The process was not smooth. The creeds did not emerge from a single, unified council speaking with one voice. They emerged from decades of controversy, shifting imperial politics, exiles and counter-exiles, and the eventual triumph of one position backed by imperial power.
The Question This Raises
We are not asking you to reject the creeds. We are asking you to understand how they came to be.
The Nicene Creed is not Scripture. It is a human formulation — produced by bishops, using Greek philosophical vocabulary, under imperial sponsorship, enforced by imperial law.
This does not make it false. But it does make it something other than “what the Bible plainly teaches.” It is an interpretation, expressed in one particular conceptual framework, shaped by the controversies of its time, and established through a process that involved emperors as much as theologians.
For most of Christian history, questioning the creeds was not permitted. To doubt was to risk exile, exclusion, or worse. The invitation to “come and see” had become “believe this or else.”
We are not asking you to reject what the creeds affirm. We are asking: What does it mean that this is how orthodoxy was established? And does the process itself raise questions worth sitting with?
Questions to Sit With
Did you know that the word homoousios (”of the same substance”) does not appear in Scripture? How does that affect how you hold the Nicene Creed?
Does it change anything for you to know that Constantine — not a theologian, possibly not even baptized — convened the council that produced the creed?
What do you make of the fact that Theodosius made Nicene Christianity the only legal religion, with penalties for those who disagreed?
The Arian controversy was not settled in a single council but through decades of debate, exile, and shifting imperial politics. Does that surprise you?

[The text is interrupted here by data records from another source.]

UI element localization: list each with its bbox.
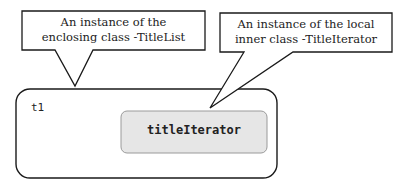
outer-object-label: t1 [31, 101, 44, 114]
callout-2-line-2: inner class -TitleIterator [220, 32, 392, 47]
callout-enclosing-class: An instance of the enclosing class -Titl… [22, 15, 205, 45]
callout-1-line-2: enclosing class -TitleList [22, 30, 205, 45]
inner-object-label: titleIterator [121, 123, 267, 137]
callout-inner-class: An instance of the local inner class -Ti… [220, 17, 392, 47]
callout-1-line-1: An instance of the [22, 15, 205, 30]
callout-2-line-1: An instance of the local [220, 17, 392, 32]
diagram-canvas: An instance of the enclosing class -Titl… [0, 0, 405, 187]
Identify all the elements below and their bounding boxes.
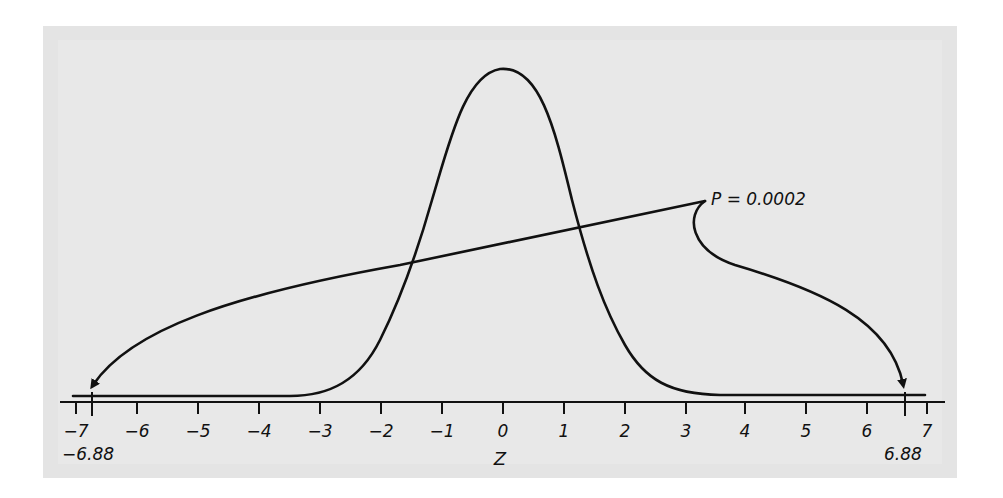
- tick-label: 5: [801, 423, 812, 440]
- tick-label: −1: [429, 423, 454, 440]
- normal-curve: [73, 69, 925, 396]
- tick-label: −2: [368, 423, 393, 440]
- x-axis-ticks: [76, 402, 927, 414]
- tick-label: 4: [740, 423, 751, 440]
- tick-label: −7: [63, 423, 88, 440]
- tick-label: 1: [559, 423, 570, 440]
- tick-label: −6: [124, 423, 149, 440]
- tick-label: 7: [922, 423, 933, 440]
- annotation-arrow-left: [93, 201, 705, 385]
- tick-label: 6: [862, 423, 873, 440]
- marker-label-right: 6.88: [884, 446, 922, 463]
- annotation-arrow-right: [694, 201, 903, 384]
- tick-label: 0: [498, 423, 509, 440]
- tick-label: −3: [307, 423, 332, 440]
- tick-label: 3: [681, 423, 692, 440]
- tick-label: −4: [246, 423, 271, 440]
- p-value-annotation: P = 0.0002: [711, 191, 806, 208]
- marker-label-left: −6.88: [62, 446, 114, 463]
- tick-label: 2: [620, 423, 631, 440]
- x-axis-label: Z: [494, 450, 506, 468]
- tick-label: −5: [185, 423, 210, 440]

Yeshua invited people to “come and see.” The creeds, as established, came with the force of imperial law. What, if anything, is lost when faith moves from invitation to enforcement?
An Invitation
In Part 5, we will ask: When did the Empire get involved — and what changed when it did? We will trace the broader pattern of the 4th century: the shift from persecuted movement to state religion, from scattered communities to imperial institution.
But before we go there, we wanted to pause here — at the moment when the creeds were formed. Not to tear them down, but to understand them. To see that they are human documents, produced in a particular time, shaped by particular controversies, established through a particular process.
The creeds may contain truth. But they are not Scripture. They are formulations. And understanding how they came to be is part of understanding what was lost — and what might still be recovered.
Next: Part 5 — When Did the Empire Get Involved?